Persona

Ballet in 2 acts

Concept, Choreography and Direction: Robert Bondara
Music: Arvo Pärt, Paweł Szymański, Aldona Nawrocka
Set Design and Costume Design: Diana Marszałek, Julia Skrzynecka
Projections: Ewa Krasucka
Light Design: Maciej Igielski

Program Download.

World Premiere (during the 3rd Days of Dance):
18 September 2011 [Teatr Wielki - Polish National Opera, Polish National Ballet, Warsaw, Poland]

Also presented:
28, 30 March 2013 [Dance Salad Festival, Houston, USA] – excerpt
29-30 June 2013 [27th International Competition for Choreographers in Hannover, Germany] - excerpt
28 September 2013 [Didura Festival, Sanok, Poland] - excerpt
23 October 2016 [International Dance Theatres  Festival Open Stage, Tarnów, Poland]


„I escape with an ugly mug in my hands" - Gombrowicz had written. But here in Robert Bondara's ballet Persona the master openly advanced with it. The mug of Gombrowicz has an nicer name of course being associated with Jung and Bergman but the psychological domain from which the choreographer draws his inspiration doesn't leave any doubts. It seems that no one has progressed further on the Polish stage than Bondara in the art of grotesque dance at the same redefining Arvo Pärt's music (compositions by Paweł Szymański and Aldona Nawrocka are also used). Persona, the surface of the personality designed to be shown to others, multiplies here in fully bodily expressed grimaces, inflates in all kinds of incarnations and compromises itself in pathetic convulsions of the hurt ego. This ironic, astonishing and dynamic spectacle reveals the sphere of false appearances and dislocated ambitions in which all of us act among our fellow-men.

Jan Gondowicz

It is one of the most brilliant ballet careers of the last decade

It speaks of captive minds, but kept captive by ouerselves

There are no random movements here, no unnecessary gestures

Rzeczpospolita, Jacek Marczyński

It is as if somebody took out the soul of a human and changed it into sounds and vibrations. It is as if somebody got behind the curtain of thoughts and reached the core.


# EXERCISE DIRECTIONS
Once a line is found to contain "latitude", copy it out of the listing.

# EXERCISE MATERIAL
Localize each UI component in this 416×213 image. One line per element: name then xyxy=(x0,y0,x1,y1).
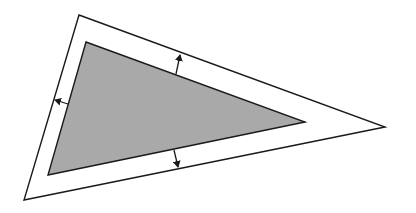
offset-diagram xyxy=(0,0,416,213)
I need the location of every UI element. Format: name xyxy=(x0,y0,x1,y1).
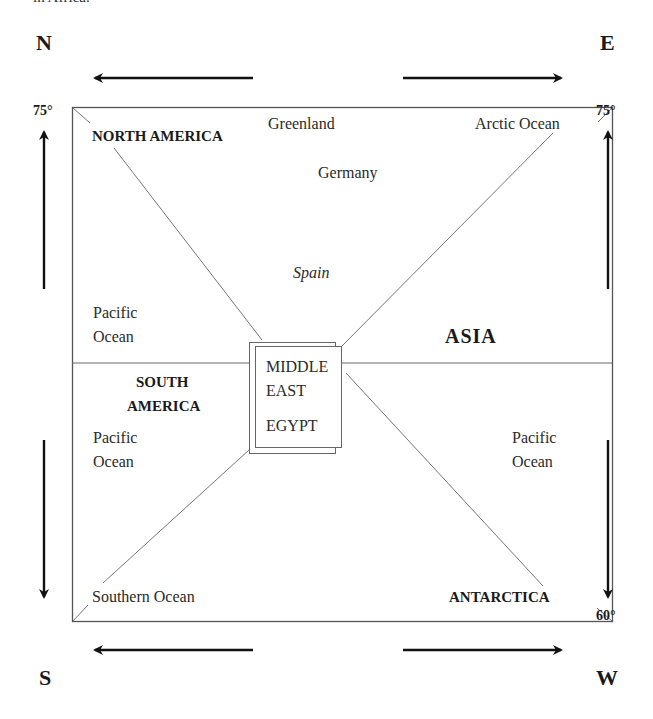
compass-south: S xyxy=(39,665,51,691)
region-south-america-line1: SOUTH xyxy=(136,374,189,391)
place-greenland: Greenland xyxy=(268,115,335,133)
place-germany: Germany xyxy=(318,164,378,182)
map-frame xyxy=(73,108,613,622)
diagonal-nw-a xyxy=(73,108,90,123)
latitude-top-right: 75° xyxy=(596,103,616,119)
latitude-bottom-right: 60° xyxy=(596,608,616,624)
diagonal-sw-b xyxy=(73,605,88,621)
region-north-america: NORTH AMERICA xyxy=(92,128,223,145)
latitude-top-left: 75° xyxy=(33,103,53,119)
compass-north: N xyxy=(36,30,52,56)
diagonal-se-a xyxy=(346,373,543,586)
place-pacific-se-line2: Ocean xyxy=(512,453,553,471)
place-pacific-nw-line2: Ocean xyxy=(93,328,134,346)
center-label-middle: MIDDLE xyxy=(266,356,328,377)
place-southern-ocean: Southern Ocean xyxy=(92,588,195,606)
place-arctic-ocean: Arctic Ocean xyxy=(475,115,560,133)
place-spain: Spain xyxy=(293,264,329,282)
compass-east: E xyxy=(600,30,615,56)
center-label-east: EAST xyxy=(266,380,306,401)
center-label-egypt: EGYPT xyxy=(266,415,318,436)
region-south-america-line2: AMERICA xyxy=(127,398,200,415)
region-asia: ASIA xyxy=(445,325,497,348)
place-pacific-nw-line1: Pacific xyxy=(93,304,137,322)
compass-west: W xyxy=(596,665,618,691)
region-antarctica: ANTARCTICA xyxy=(449,589,550,606)
place-pacific-sw-line2: Ocean xyxy=(93,453,134,471)
place-pacific-sw-line1: Pacific xyxy=(93,429,137,447)
place-pacific-se-line1: Pacific xyxy=(512,429,556,447)
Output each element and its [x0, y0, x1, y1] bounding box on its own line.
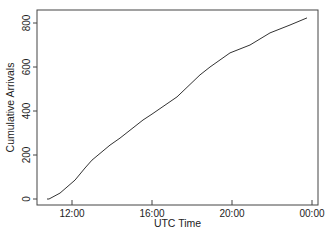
y-tick-label: 200 — [21, 146, 32, 163]
x-axis-label: UTC Time — [154, 217, 201, 229]
data-line — [47, 18, 307, 199]
y-tick-label: 800 — [21, 14, 32, 31]
y-tick-label: 600 — [21, 58, 32, 75]
x-tick-label: 20:00 — [219, 208, 244, 219]
cumulative-arrivals-chart: 12:0016:0020:0000:00 0200400600800 UTC T… — [0, 0, 336, 237]
y-axis-label: Cumulative Arrivals — [4, 63, 16, 153]
y-tick-label: 0 — [21, 196, 32, 202]
y-axis-ticks: 0200400600800 — [21, 14, 37, 202]
y-tick-label: 400 — [21, 102, 32, 119]
x-tick-label: 00:00 — [299, 208, 324, 219]
x-tick-label: 12:00 — [59, 208, 84, 219]
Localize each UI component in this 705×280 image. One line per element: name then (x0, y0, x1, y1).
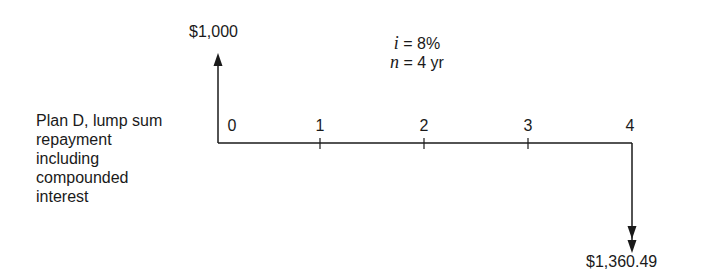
description-line: Plan D, lump sum (36, 111, 162, 130)
description-line: compounded (36, 168, 162, 187)
parameters-block: i = 8% n = 4 yr (372, 34, 462, 72)
down-arrow-icon (628, 226, 637, 239)
cash-inflow-label: $1,000 (189, 22, 238, 41)
period-label-1: 1 (316, 117, 325, 135)
period-label-4: 4 (626, 117, 635, 135)
plan-description: Plan D, lump sum repayment including com… (36, 111, 162, 206)
period-label-0: 0 (228, 117, 237, 135)
description-line: including (36, 149, 162, 168)
periods-value: = 4 yr (403, 54, 443, 71)
period-label-2: 2 (420, 117, 429, 135)
cash-outflow-label: $1,360.49 (586, 252, 657, 271)
description-line: interest (36, 187, 162, 206)
description-line: repayment (36, 130, 162, 149)
rate-value: = 8% (403, 35, 440, 52)
interest-rate: i = 8% (372, 34, 462, 53)
periods-count: n = 4 yr (372, 53, 462, 72)
up-arrow-icon (214, 53, 223, 66)
periods-symbol: n (390, 52, 399, 72)
period-label-3: 3 (524, 117, 533, 135)
rate-symbol: i (394, 33, 399, 53)
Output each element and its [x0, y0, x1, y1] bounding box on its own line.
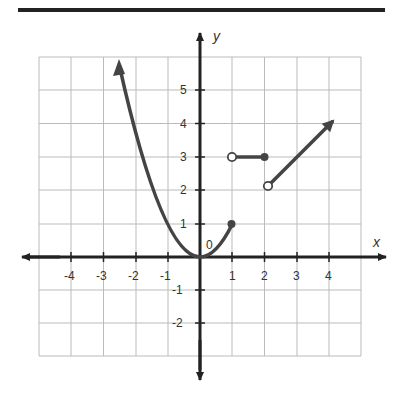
y-axis-label: y [212, 28, 221, 44]
open-point-2-2 [264, 182, 272, 190]
y-tick-label: 3 [180, 150, 187, 164]
y-tick-label: 4 [180, 117, 187, 131]
y-tick-label: -1 [172, 283, 183, 297]
x-tick-label: -3 [96, 269, 107, 283]
closed-point-1-1 [228, 220, 236, 228]
y-tick-label: 1 [180, 217, 187, 231]
x-tick-label: -4 [64, 269, 75, 283]
function-graph: -4 -3 -2 -1 1 2 3 4 5 4 3 2 1 -1 -2 x y … [0, 0, 404, 397]
y-tick-label: -2 [172, 316, 183, 330]
y-tick-label: 2 [180, 183, 187, 197]
parabola-arrow-icon [113, 59, 125, 76]
x-axis-label: x [372, 234, 381, 250]
open-point-1-3 [228, 153, 236, 161]
y-tick-label: 5 [180, 83, 187, 97]
x-tick-label: 2 [261, 269, 268, 283]
x-tick-label: 4 [325, 269, 332, 283]
x-tick-label: -2 [128, 269, 139, 283]
x-tick-label: 1 [229, 269, 236, 283]
closed-point-2-3 [261, 153, 269, 161]
linear-ray [268, 121, 333, 186]
origin-label: 0 [206, 238, 213, 252]
x-tick-label: -1 [160, 269, 171, 283]
x-tick-label: 3 [293, 269, 300, 283]
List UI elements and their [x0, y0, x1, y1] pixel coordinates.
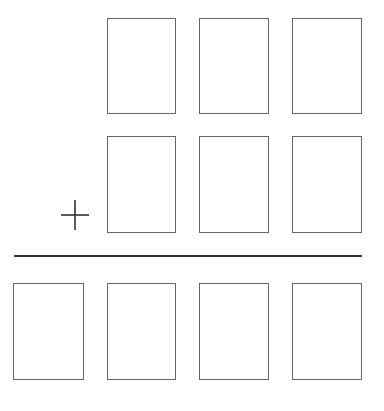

# SOLUTION TO THIS EXERCISE
latitude-top-right: 75° xyxy=(596,103,616,119)
latitude-bottom-right: 60° xyxy=(596,608,616,624)
latitude-top-left: 75° xyxy=(33,103,53,119)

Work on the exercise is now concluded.